Each child’s intervention plan is based on evaluation results, clinical observations, and daily performance. Skills are taught directly and systematically, but the pace and level of support are adjusted to fit the child’s needs.
Because our team works closely together, we are able to connect what a child is learning across different areas of development. This helps children use their skills more effectively and with greater confidence.
Why Intensive Intervention Matters
For many children with dyslexia or language-based learning differences, progress requires more than occasional practice.
Reading intervention is most effective when it is explicit, systematic, cumulative, and frequent. Children need repeated opportunities to practice new skills, receive feedback, and apply what they are learning in different ways.
Wellington-Alexander Center uses an intensive model because it helps children build momentum. Rather than spreading intervention out over a long period of time, children receive focused support over a shorter, more concentrated period.
This allows the team to provide daily instruction, monitor progress closely, and make adjustments quickly. It also gives children the repeated practice they need to build stronger, more automatic reading and spelling skills.
What Parents Often Notice
Every child is different, but as children begin to build stronger foundational skills, parents may notice:
- less guessing
- more confidence during reading
- improved ability to sound out unfamiliar words
- stronger spelling patterns
- better understanding of how words work
- less frustration during homework
- improved independence
- a more hopeful attitude toward school
For many families, one of the most meaningful changes is emotional. When children understand that there is a reason reading feels hard, and when they begin to experience success, they often start to see themselves differently.
They are not lazy.
They are not careless.
They are not “bad at reading.”
They are capable learners who need the right kind of support.
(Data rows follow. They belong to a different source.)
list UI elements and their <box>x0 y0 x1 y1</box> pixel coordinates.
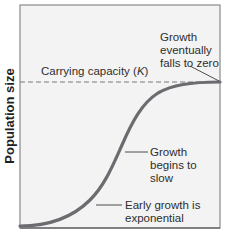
slow-annotation: Growth begins to slow <box>150 146 197 185</box>
plateau-line-2: eventually <box>160 44 219 57</box>
early-line-2: exponential <box>125 212 200 225</box>
early-annotation: Early growth is exponential <box>125 199 200 225</box>
plateau-line-1: Growth <box>160 31 219 44</box>
k-label-prefix: Carrying capacity ( <box>41 65 137 77</box>
k-label-suffix: ) <box>145 65 149 77</box>
slow-line-1: Growth <box>150 146 197 159</box>
plateau-annotation: Growth eventually falls to zero <box>160 31 219 70</box>
early-line-1: Early growth is <box>125 199 200 212</box>
slow-line-3: slow <box>150 172 197 185</box>
k-symbol: K <box>137 65 145 77</box>
plateau-line-3: falls to zero <box>160 57 219 70</box>
slow-line-2: begins to <box>150 159 197 172</box>
carrying-capacity-label: Carrying capacity (K) <box>41 65 148 78</box>
y-axis-label: Population size <box>2 66 18 166</box>
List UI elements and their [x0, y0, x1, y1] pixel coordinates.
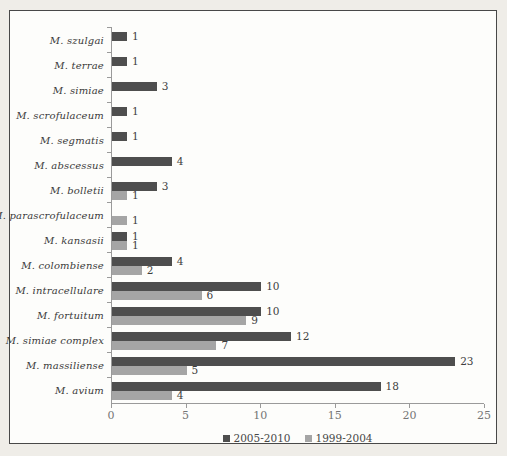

When Should I Seek an Evaluation?
You may want to consider an evaluation if your child is bright but continues to struggle with reading, spelling, writing, or keeping up with school demands.
An evaluation may be especially helpful if your child:
- struggles to sound out words
- guesses at words when reading
- reads slowly or avoids reading
- has poor spelling despite practice
- has trouble remembering sight words
- struggles with written expression
- becomes easily frustrated with reading or homework
- has strong verbal skills but weak reading skills
- has a family history of dyslexia or reading difficulty
- is falling behind despite extra help
A comprehensive evaluation can help identify what is getting in the way and what type of intervention is most appropriate.
Helping Your Child Move Forward
If your child is struggling to read, you do not have to wait and wonder whether things will improve on their own.
The right evaluation can help explain your child’s learning profile. The right intervention can help build the skills your child needs to read, spell, write, and learn with greater confidence.
At Wellington-Alexander Center, we help families understand the “why” behind their child’s struggles and create a plan that supports meaningful growth.
Ready to Learn More?
If your child is bright but struggling to read, spell, write, or keep up in school, we would be glad to talk with you.